(Saved entries)
• • • • •

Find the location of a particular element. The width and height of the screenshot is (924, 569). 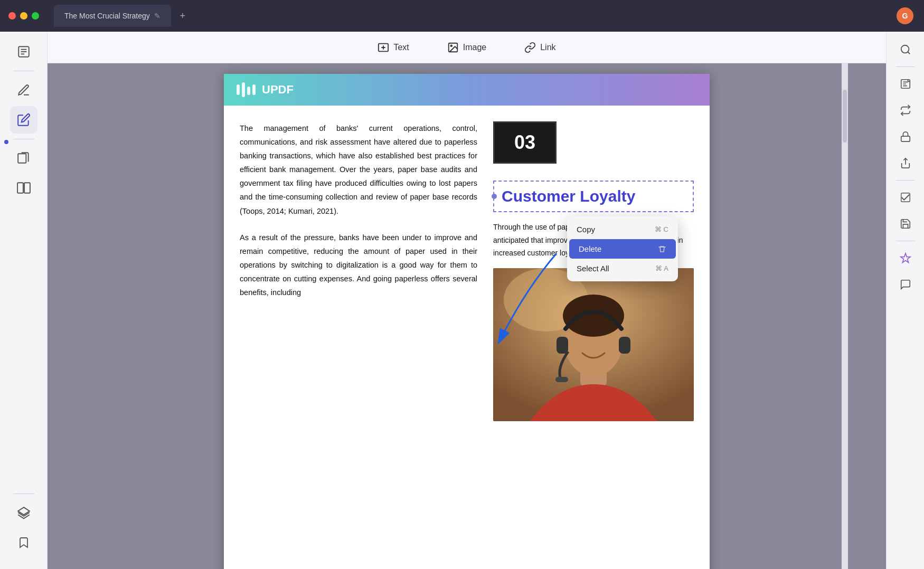

select-all-label: Select All is located at coordinates (593, 268).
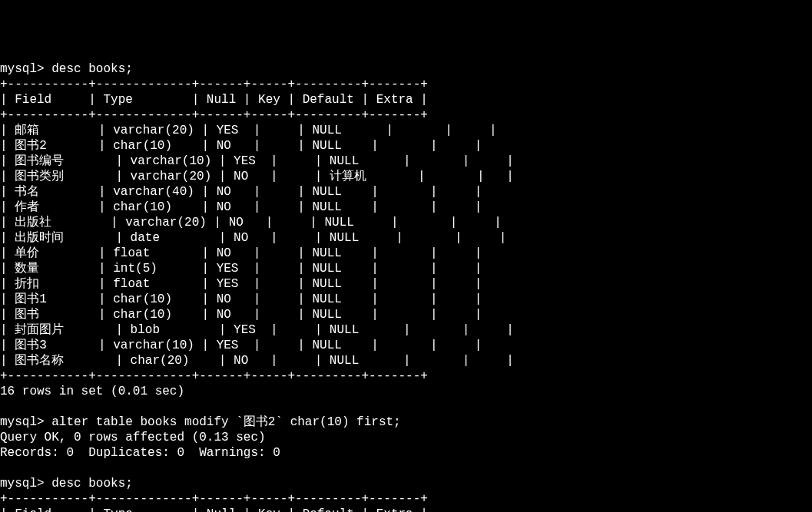 The height and width of the screenshot is (512, 812). I want to click on table1-row: | 折扣 | float | YES | | NULL | | |, so click(241, 284).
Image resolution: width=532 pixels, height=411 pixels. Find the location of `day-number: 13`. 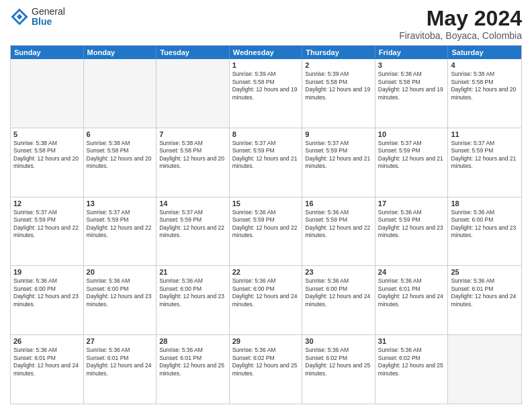

day-number: 13 is located at coordinates (120, 203).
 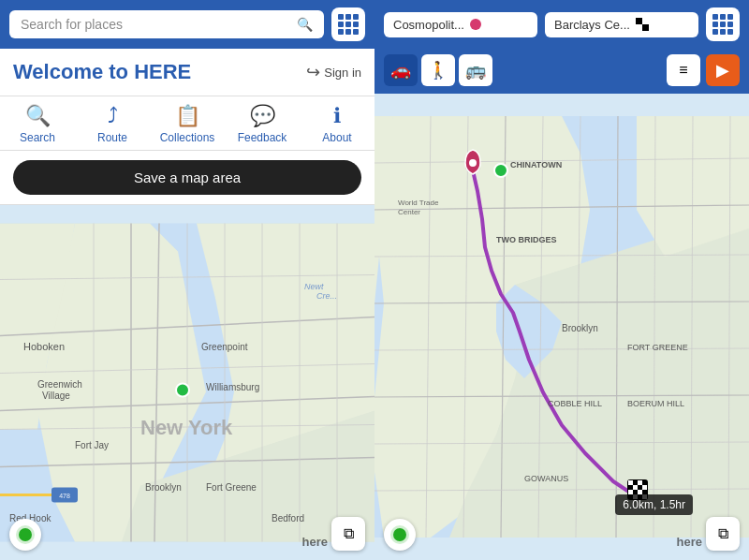 What do you see at coordinates (526, 240) in the screenshot?
I see `svg-text: TWO BRIDGES` at bounding box center [526, 240].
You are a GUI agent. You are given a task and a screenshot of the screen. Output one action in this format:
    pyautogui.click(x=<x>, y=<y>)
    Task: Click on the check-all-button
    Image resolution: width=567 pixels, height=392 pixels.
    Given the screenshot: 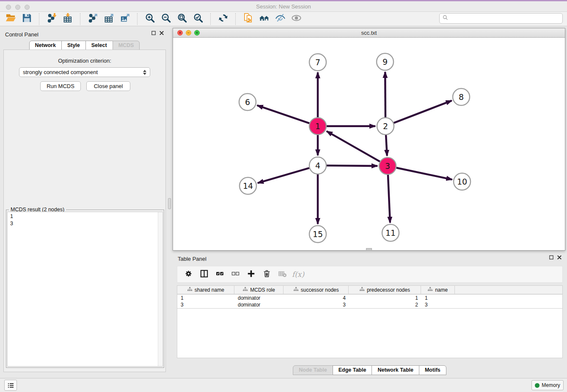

• • • • •

# The problem
A word-for-word copy of the records above is needed, pictures excluded.

# Solution to the problem
Find the location of a particular element. The width and height of the screenshot is (924, 569). 

select-all-label: Select All is located at coordinates (593, 268).
 The height and width of the screenshot is (512, 812). I want to click on table1-row: | 折扣 | float | YES | | NULL | | |, so click(241, 284).
Image resolution: width=532 pixels, height=411 pixels. Find the location of `day-number: 13`. 

day-number: 13 is located at coordinates (120, 203).
  What do you see at coordinates (526, 240) in the screenshot?
I see `svg-text: TWO BRIDGES` at bounding box center [526, 240].
You are a GUI agent. You are given a task and a screenshot of the screen. Output one action in this format:
    pyautogui.click(x=<x>, y=<y>)
    Task: Click on the check-all-button
    Image resolution: width=567 pixels, height=392 pixels.
    Given the screenshot: 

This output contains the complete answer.